46: Nitya Tripta, Notes, vol. 1, p. 126.
47: Nitya Tripta, Notes, vol. 1, p. xx.
48: Nitya Tripta, Notes, vol. 3, p. 215.
49: A state reached through meditation in which there are no objects appearing—all that’s present is awareness itself.
50: See The Direct Path: A User Guide, pt. 1, for more information.
51: See experiments 11, 12a, and 12b in The Direct Path: A User Guide.

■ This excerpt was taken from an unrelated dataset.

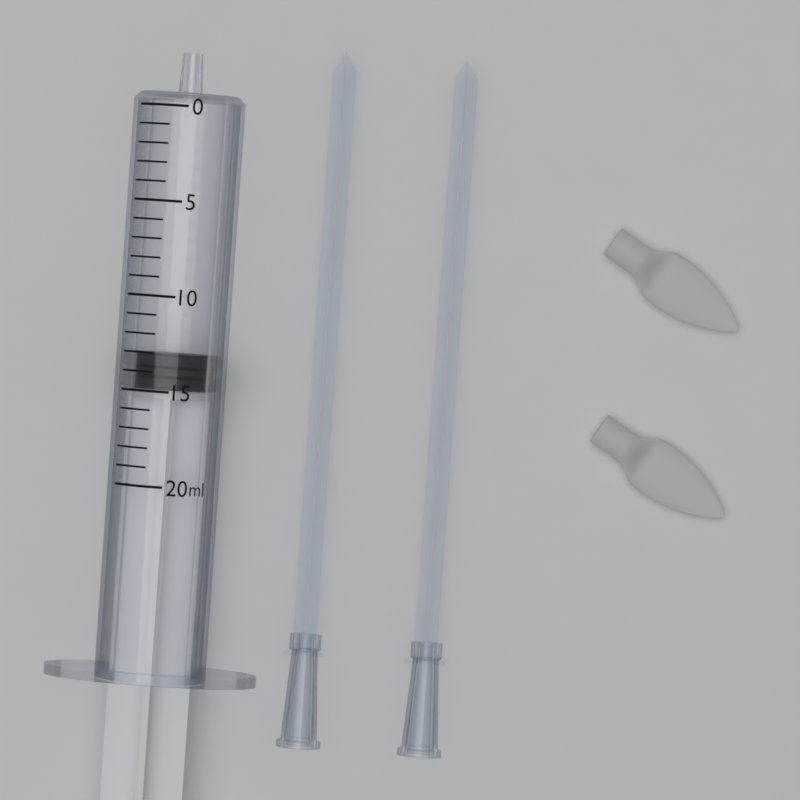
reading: 13 ml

52: This teaching posits awarenesses for the eye, the ear, the nose, the tongue, and the body. They’re called “sense direct perceivers,” and there are many of each, even within the same person. Each sense direct perceiver is said to come about from the meeting of an object and a sense power. The Geluk order follows the epistemological categories given in Sautrantika Buddhism. For more information, see Lati Rinpochay, Mind in Tibetan Buddhism, ed. and trans. Elizabeth Napper (Ithaca, NY: Snow Lion Publicatio
ns, 1980), p. 71.
53: Thomas Metzinger is quite popular as a neurophilosopher and as a popularizer of neuroscience. His more recent books, such as The Ego Tunnel: The Science of the Mind and the Myth of the Self (New York: Basic Books, 2009) and Being No One: The Self-Model Theory of Subjectivity (Cambridge, MA: MIT Press, 2003), even have a soteriological edge. The most extreme form of reductionism that I’m familiar with has been argued by John W. Bickle Jr. of Mississippi State University’s Philosophy and Religion Department. See his “Reducing Mind to Molecular Pathways: Explicating the Reductionism Implicit in Current Cellular and Molecular Neuroscience,” Synthese 151 (2006): 411–34, or Psychoneural Reduction: The New Wave (Cambridge, MA: MIT Press, 1998).